Friday, September 25, 2015
Furthermore... It's Thief-a-palooza '15!
Following on yesterday's thief-related post, here are a few more of my thoughts on thievery in D&D:
I'm totally in line with Hill Canton's "bonus skill levels" as I understand them: rather than improving skills in all thief abilities uniformly with each new level--essentially all 5th level thieves are equally good at all thief abilities, before racial and/or dex adjustments--the player is allowed to allocate which thief abilities they want to improve and by how much. So a 5th level thief might actually still pick locks as well as he did when he was a 1st level thief but be as stealthy as a mo fo and read languages with remarkable literacy.
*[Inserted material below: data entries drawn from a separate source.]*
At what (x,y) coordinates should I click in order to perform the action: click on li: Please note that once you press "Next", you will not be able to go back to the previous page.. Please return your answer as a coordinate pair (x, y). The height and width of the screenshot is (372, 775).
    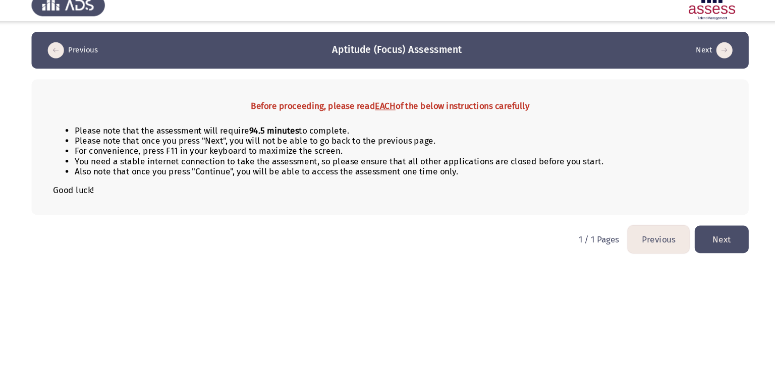
    Looking at the image, I should click on (398, 142).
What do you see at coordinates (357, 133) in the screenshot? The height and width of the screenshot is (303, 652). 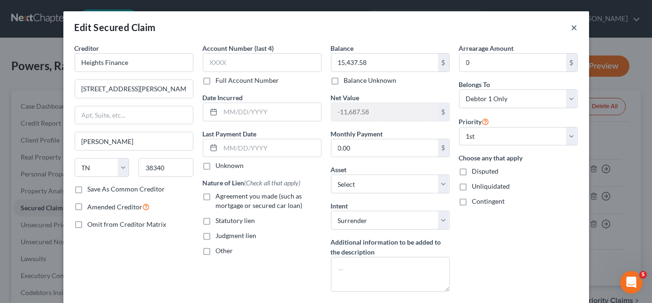 I see `label: Monthly Payment` at bounding box center [357, 133].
HC and I differ in that whereas he doles out 2 Bonus Levels per thief level I'm handing 'em out at a rate of 6/level. But then you consider that 1 bonus level for HC thieves represents +1 on a 6-sider for a 16.667% improvement while one level for Dice Chucker thieves reflects a mere 5% improvement. We're looking at 2 x 16.667 = 33.3% vs. 6 x 5 = 30%, so, dang, I actually look kinda' stingy by comparison.
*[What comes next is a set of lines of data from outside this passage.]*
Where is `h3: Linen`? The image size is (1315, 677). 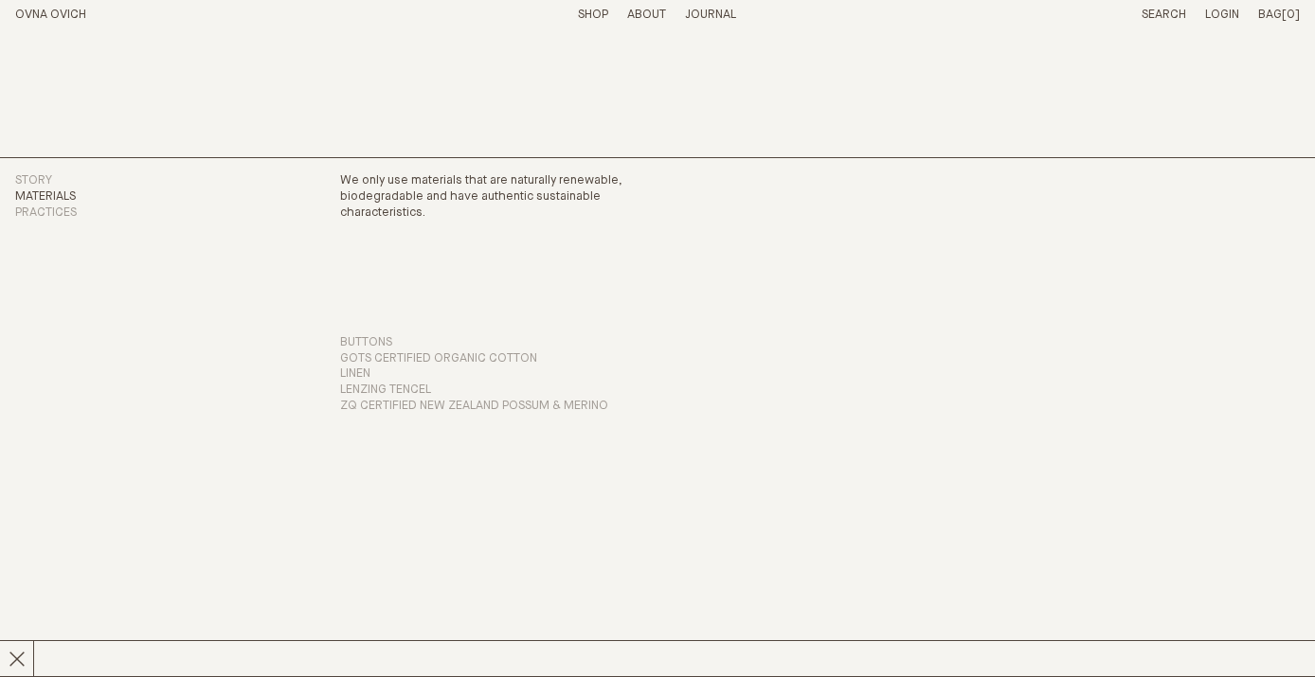 h3: Linen is located at coordinates (355, 374).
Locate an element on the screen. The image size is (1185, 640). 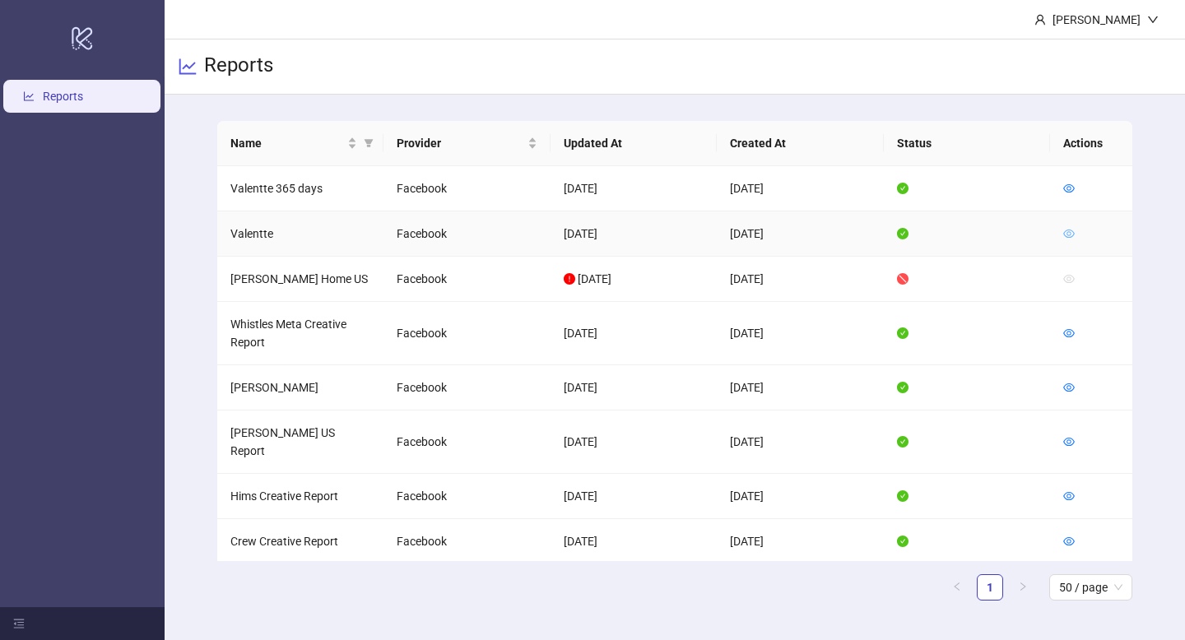
div: Page Size is located at coordinates (1090, 588).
I'd actually take the process one step further allowing first level thieves to divvy up 6 levels amongst their abilities, meaning that some of their abilities are going to be 0-level (+0) to start.
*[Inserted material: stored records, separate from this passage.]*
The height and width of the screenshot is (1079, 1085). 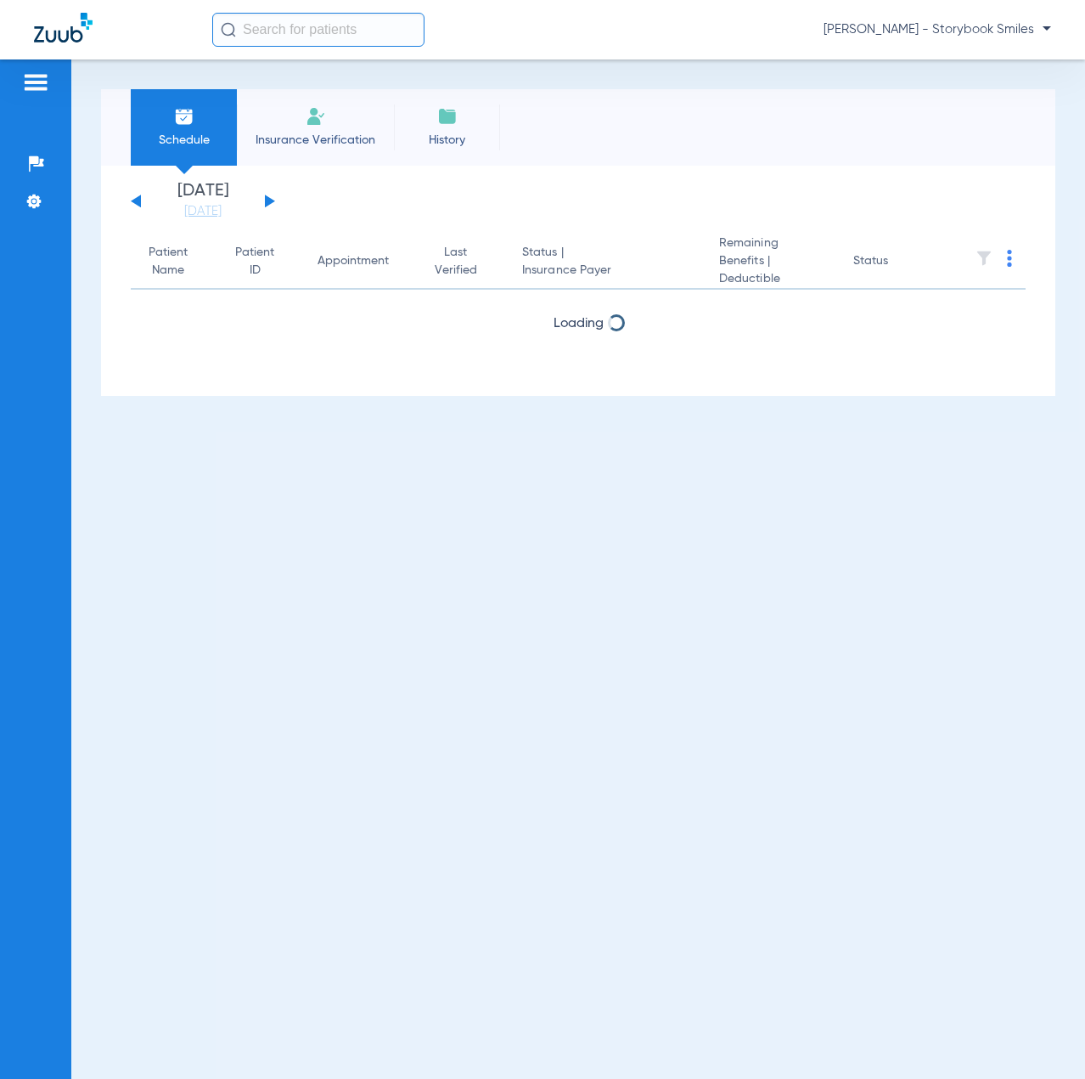 What do you see at coordinates (1010, 258) in the screenshot?
I see `img: group-dot-blue.svg` at bounding box center [1010, 258].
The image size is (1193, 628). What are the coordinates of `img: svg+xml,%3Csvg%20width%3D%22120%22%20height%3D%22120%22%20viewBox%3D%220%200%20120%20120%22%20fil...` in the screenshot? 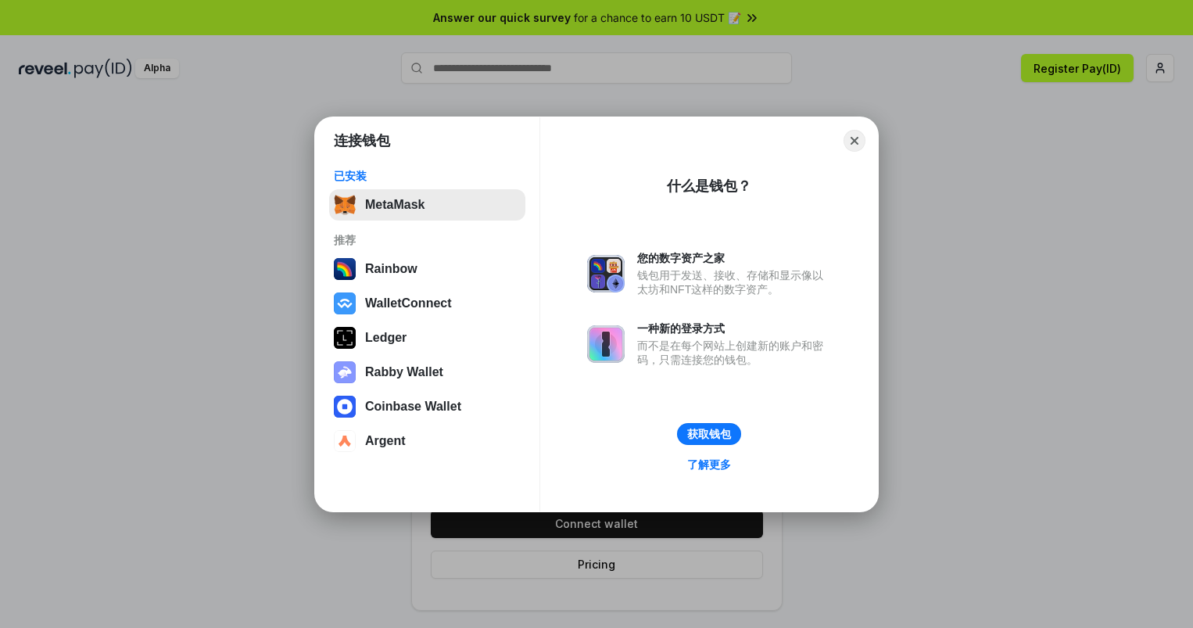 It's located at (345, 269).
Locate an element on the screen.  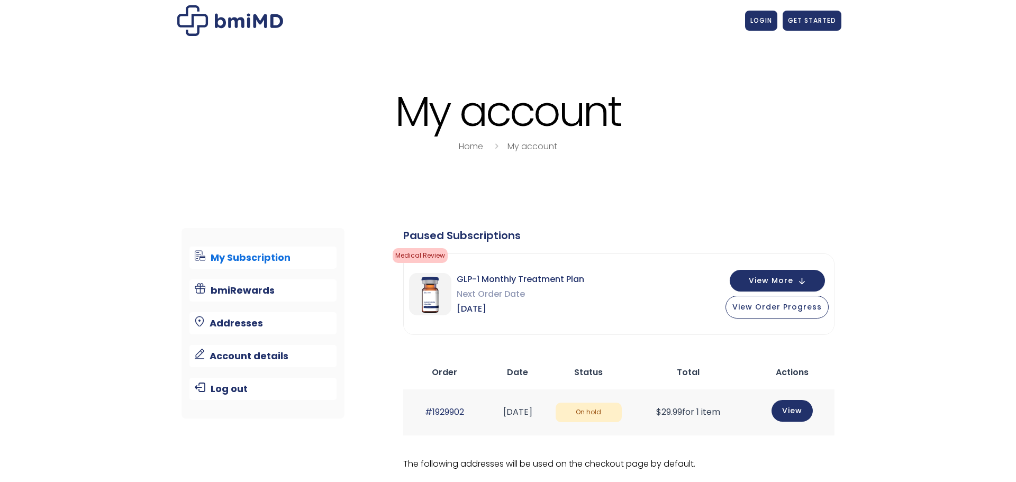
img: GLP-1 Monthly Treatment Plan is located at coordinates (430, 294).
Other oddities of Dice Chuckerian thieves:
Read Scrolls: Rather than being linked to the character's overall thief level, i.e., you can start reading scrolls at 9th level, reading scrolls would just be a Very Difficult read languages roll: you're rolling d20 + level against 6d6. You can try it at first level--or even 0-level--just don't expect a good result.
Hear Noise and Detect Traps: While the PC may declare his or her intent to use one of these abilities as per usual, the DM should also roll automatically against these anytime a trap or noise is worth noticing, though the challenge should be bumped up a few dice.